Indeed, this is a massive step toward the driverless future Waymo/Google has been pursuing since starting this project in 2009. The company has been toting select riders around the Phoenix metro area since April, but with safety drivers at the wheel to make sure everything stays on track. Now, those drivers are coming out.

And once you’ve taken the driver out, putting a rider in becomes something like an afterthought. “The difference between those two things is relatively slight,” Krafcik told reporters last week. “You’ve still got a fully driverless car interacting with the world, all of the other human-driven cars, pedestrians and cyclists and other things that are on the road at the same time.”

In other words, the technology has to be damn near perfect to get to this point. Then it’s just a matter of buttoning things up—and reaping the safety benefits and dollars that come with it.

Waymo is also experimenting with self-driving trucks and will consider selling autonomous technology straight to automakers who want to implement it in their vehicles, but a ride-hailing service makes sense as a starting point.

OK, here’s the part where we go over all the things that aren’t quite clear. Waymo hasn’t disclosed how much territory its cars will cover or what kind of hours they will run, whether it will charge passengers for rides, or the timeline for announcing or figuring out any of that. (Company reps recently declined to give any such details for the existing early rider program in Phoenix.)

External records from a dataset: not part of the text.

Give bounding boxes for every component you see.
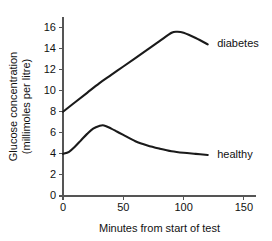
- series-labels-group: diabetes healthy: [217, 37, 259, 160]
- y-axis-title-line-1: Glucose concentration: [7, 52, 19, 161]
- series-group: [63, 32, 208, 155]
- series-label-healthy: healthy: [217, 148, 253, 160]
- y-tick-label: 8: [50, 105, 56, 117]
- x-tick-label: 50: [117, 201, 129, 213]
- x-tick-label: 150: [235, 201, 253, 213]
- y-tick-label: 16: [44, 21, 56, 33]
- series-line-diabetes: [63, 32, 208, 112]
- x-tick-label: 0: [60, 201, 66, 213]
- y-tick-label: 10: [44, 84, 56, 96]
- y-tick-label: 6: [50, 126, 56, 138]
- y-tick-label: 14: [44, 42, 56, 54]
- x-axis-group: 050100150: [60, 196, 256, 213]
- y-tick-group: 0246810121416: [44, 21, 63, 201]
- y-axis-title-line-2: (millimoles per litre): [20, 59, 32, 154]
- y-tick-label: 4: [50, 147, 56, 159]
- y-tick-label: 0: [50, 189, 56, 201]
- x-tick-label: 100: [174, 201, 192, 213]
- x-tick-group: 050100150: [60, 196, 253, 213]
- x-axis-title: Minutes from start of test: [99, 222, 220, 234]
- y-axis-group: 0246810121416: [44, 17, 63, 201]
- series-label-diabetes: diabetes: [217, 37, 259, 49]
- chart-canvas: 0246810121416 050100150 diabetes healthy…: [0, 0, 272, 241]
- y-tick-label: 12: [44, 63, 56, 75]
- glucose-tolerance-chart: 0246810121416 050100150 diabetes healthy…: [0, 0, 272, 241]
- y-tick-label: 2: [50, 168, 56, 180]
- series-line-healthy: [63, 125, 208, 155]
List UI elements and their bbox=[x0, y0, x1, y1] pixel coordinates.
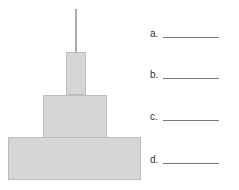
answer-line-c[interactable] bbox=[163, 120, 219, 121]
answer-line-b[interactable] bbox=[163, 78, 219, 79]
base-block bbox=[8, 137, 141, 180]
middle-block bbox=[43, 95, 107, 138]
answer-line-a[interactable] bbox=[163, 37, 219, 38]
antenna-spire bbox=[75, 9, 77, 52]
label-a: a. bbox=[150, 29, 158, 39]
top-block bbox=[66, 52, 86, 95]
answer-line-d[interactable] bbox=[163, 163, 219, 164]
label-b: b. bbox=[150, 70, 158, 80]
label-d: d. bbox=[150, 155, 158, 165]
label-c: c. bbox=[150, 112, 158, 122]
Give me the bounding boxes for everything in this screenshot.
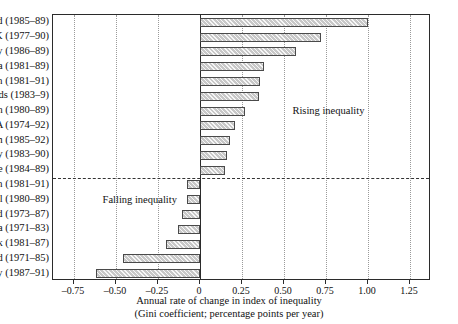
bar — [187, 180, 200, 189]
category-label: Finland (1971–85) — [0, 251, 49, 264]
category-label: France (1984–89) — [0, 162, 49, 175]
x-axis-title-line1: Annual rate of change in index of inequa… — [0, 294, 458, 307]
gridline--0.5 — [116, 15, 117, 279]
bar — [200, 62, 264, 71]
x-axis-title-line2: (Gini coefficient; percentage points per… — [0, 307, 458, 320]
category-label: Belgium (1985–92) — [0, 133, 49, 146]
category-label: Australia (1981–89) — [0, 59, 49, 72]
bar — [200, 47, 296, 56]
gridline-0.75 — [326, 15, 327, 279]
bar — [200, 151, 227, 160]
bar — [178, 225, 200, 234]
rising-falling-separator — [53, 178, 429, 179]
plot-area: Rising inequalityFalling inequality — [52, 14, 430, 280]
gridline-1 — [368, 15, 369, 279]
bar — [200, 136, 230, 145]
bar — [166, 240, 200, 249]
gridline-1.25 — [410, 15, 411, 279]
bar — [200, 107, 245, 116]
category-label: Ireland (1973–87) — [0, 207, 49, 220]
category-label: Italy (1987–91) — [0, 266, 49, 279]
category-label: USA (1974–92) — [0, 118, 49, 131]
bar — [200, 166, 225, 175]
category-axis-labels: New Zealand (1985–89)UK (1977–90)Norway … — [0, 14, 52, 280]
category-label: Japan (1980–89) — [0, 103, 49, 116]
inequality-bar-chart: New Zealand (1985–89)UK (1977–90)Norway … — [0, 0, 458, 324]
category-label: Norway (1986–89) — [0, 44, 49, 57]
bar — [200, 77, 260, 86]
bar — [96, 269, 200, 278]
category-label: New Zealand (1985–89) — [0, 14, 49, 27]
annotation-falling: Falling inequality — [103, 193, 177, 206]
category-label: Denmark (1981–87) — [0, 236, 49, 249]
gridline--0.75 — [74, 15, 75, 279]
category-label: Sweden (1981–91) — [0, 74, 49, 87]
category-label: Spain (1981–91) — [0, 177, 49, 190]
bar — [123, 254, 200, 263]
bar — [200, 121, 235, 130]
bar — [200, 18, 368, 27]
category-label: West Germany (1983–90) — [0, 147, 49, 160]
bar — [200, 92, 259, 101]
bar — [182, 210, 200, 219]
bar — [200, 33, 321, 42]
annotation-rising: Rising inequality — [292, 104, 364, 117]
category-label: Portugal (1980–89) — [0, 192, 49, 205]
category-label: UK (1977–90) — [0, 29, 49, 42]
bar — [187, 195, 200, 204]
gridline--0.25 — [158, 15, 159, 279]
category-label: Netherlands (1983–9) — [0, 88, 49, 101]
category-label: Canada (1971–83) — [0, 221, 49, 234]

It’s also unclear if there’s a system for preventing a freaked-out passenger from clambering into the driver’s seat and grabbing control of the car—or how that would affect questions like insurance, if they then caused a crash. Waymo hasn’t shared clear plans for helping autonomous cars find the people they’re supposed to be picking up—which you know is a problem if you’ve ever been on the phone with an Uber driver, insisting I’m right here on the dot!

Then there are the bigger questions, less specific to Waymo: How do you insure this sort of service? (Larry Burns, a former GM exec and onetime adviser to Google’s self-driving project, has suggested operators might provide insurance themselves, at least until the technology is proven enough for regular insurers to get into it.) How do you regulate it? How does that change if Congress and President Trump agree on a national system for governing autonomous driving? How do you ensure the cars can handle all the craziness of roads populated by unpredictable humans? What happens when the weather suddenly turns nasty?

Starting in Arizona lets Waymo dodge some of these questions, at least for now. The weather is good, the roads aren’t too crazy or complicated, and self-driving cars don’t need any special permissions to hit the road there. "There's no oversight that we provide," says Matt Burdick, a spokesperson for the city of Chandler, just outside Phoenix, where the cars are running. The city has given Waymo detailed maps of its streets and its traffic signal timing data. "They got a permit to do some of the filming, but not for the testing." (You can see the result of that filming, Waymo’s latest promo video, here.)

Once Waymo is up and running in Arizona, it will gradually expand its service area to cover a 600-square mile swath around Phoenix, Krafcik says. Then comes the possibly never-ending slog to bring this kind of service to other cities, states, and countries. But once you’re standing on the moon, the rest of the solar system looks a lot closer.

Aarian Marshall contributed reporting.